The move put the potential winning run into scoring position, and brought up Lisbon’s diminutive second baseman, Nick Jones.

“(Jones was) the one kid I walked (before the seventh),” Dwyer said with a laugh. “(Fortin) gave me a heart attack when he did that.”

But Jones did what the Greyhounds had been doing for most of the game against Dwyer – hit a pop up into the stiff wind blowing in. Dwyer took off from the mound toward third base, called for it, settled under it and squeezed his glove shut to preserve a 3-2 win for the Ramblers.
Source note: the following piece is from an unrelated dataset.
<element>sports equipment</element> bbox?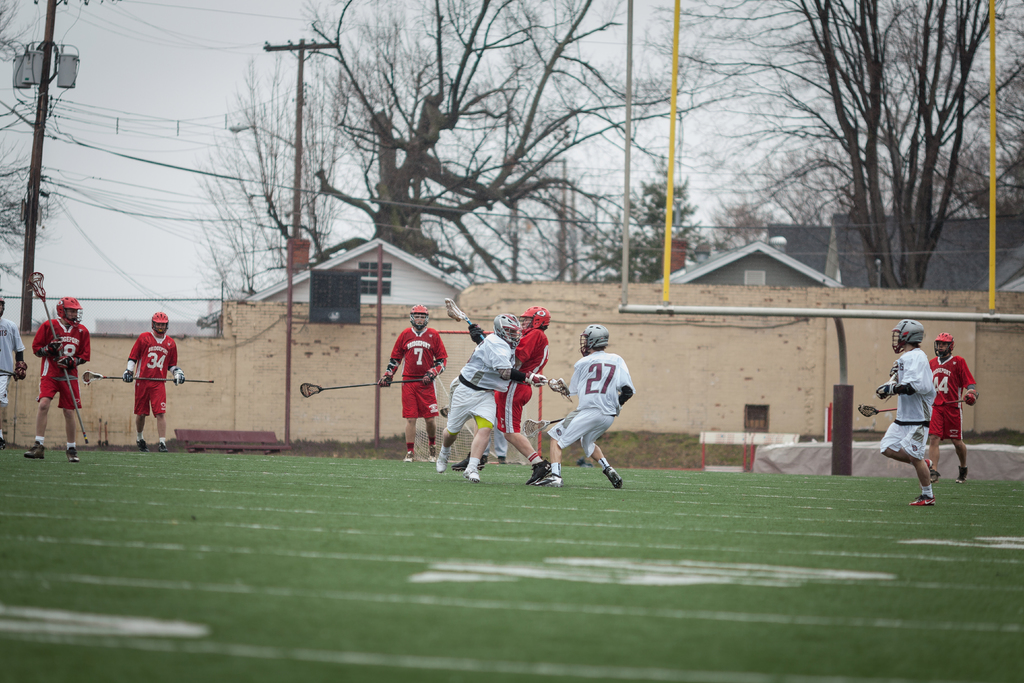
locate(20, 267, 92, 452)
“I had to still buckle down, and they’d been popping them out all game, so it was good to get that last one, too,” Dwyer said.
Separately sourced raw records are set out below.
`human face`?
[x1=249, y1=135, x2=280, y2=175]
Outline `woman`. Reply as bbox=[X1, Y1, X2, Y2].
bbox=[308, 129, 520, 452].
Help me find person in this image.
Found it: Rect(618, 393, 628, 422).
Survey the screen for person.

Seventeen of Lisbon’s 21 outs were in the air, which, despite the wind gusts, presented little problem for Winthrop’s defense.

“We had a lot of lazy swings. We didn’t attack the ball well at the plate,” Lisbon coach Randy Ridley said. “Forrest is a very good pitcher, but we didn’t swing the bats like we could have, and it showed with a lot of fly ball outs.”

Things got a little more interesting when the Greyhounds hit the ball on the ground. The Ramblers committed four throwing errors, including two that led to an unearned run off Dwyer in the third.

A throwing error by Lisbon in the first inning put the Ramblers (6-1) on the board first against starter Kyle Neagle. Bryan Lawson made it 2-0 with an RBI single to left-center in the second, but a strong relay throw by third baseman Mike Unterkoefler cut down Easton Morang at the plate to keep it a two-run game.

Lisbon (5-2) cut the lead in half in the third. Alex Hall reached and took second on a throwing error. With one out, Neagle hit a grounder to second baseman Lawson, whose throw seemed to get pushed towards right field by a burst of wind and sailed past first base, allowing Neagle to score.

Neagle and reliever Frank Angelico didn’t give up a hit after the second inning. Neagle walked the first two batters of the bottom of the third but worked his way out of the jam. Winthrop scored what proved to be the winning run in the fifth when David Ricker drew a leadoff walk, stole second, advanced to third on a Jordan Conant grounder, then scored on Dwyer’s sacrifice fly to right.

Dwyer, who bounced back nicely from a rough outing in last week’s loss to Livermore Falls, worked around an error and a single in the fourth, then an error and his only walk in the sixth.

“He was getting his first pitch strikes in, and those are key. Get those guys in a hole,” Fortin said.

In the seventh, he surrendered a leadoff walk to Alex Hall, then a one-out single to Neagle. Unterkoefler hit a soft liner to short, then Angelico lofted a pop fly that fell in to no man’s land in short right to score Hall with the second run and put runners at first and third.

With Ouellette due up, Fortin told Dwyer to issue the free pass.

“There was pressure on Forrest – bases loaded, he’s got to pitch to this little guy and there’s no room for him,” Winthrop coach Marc Fortin said. “That’s serious pressure, but he came through.”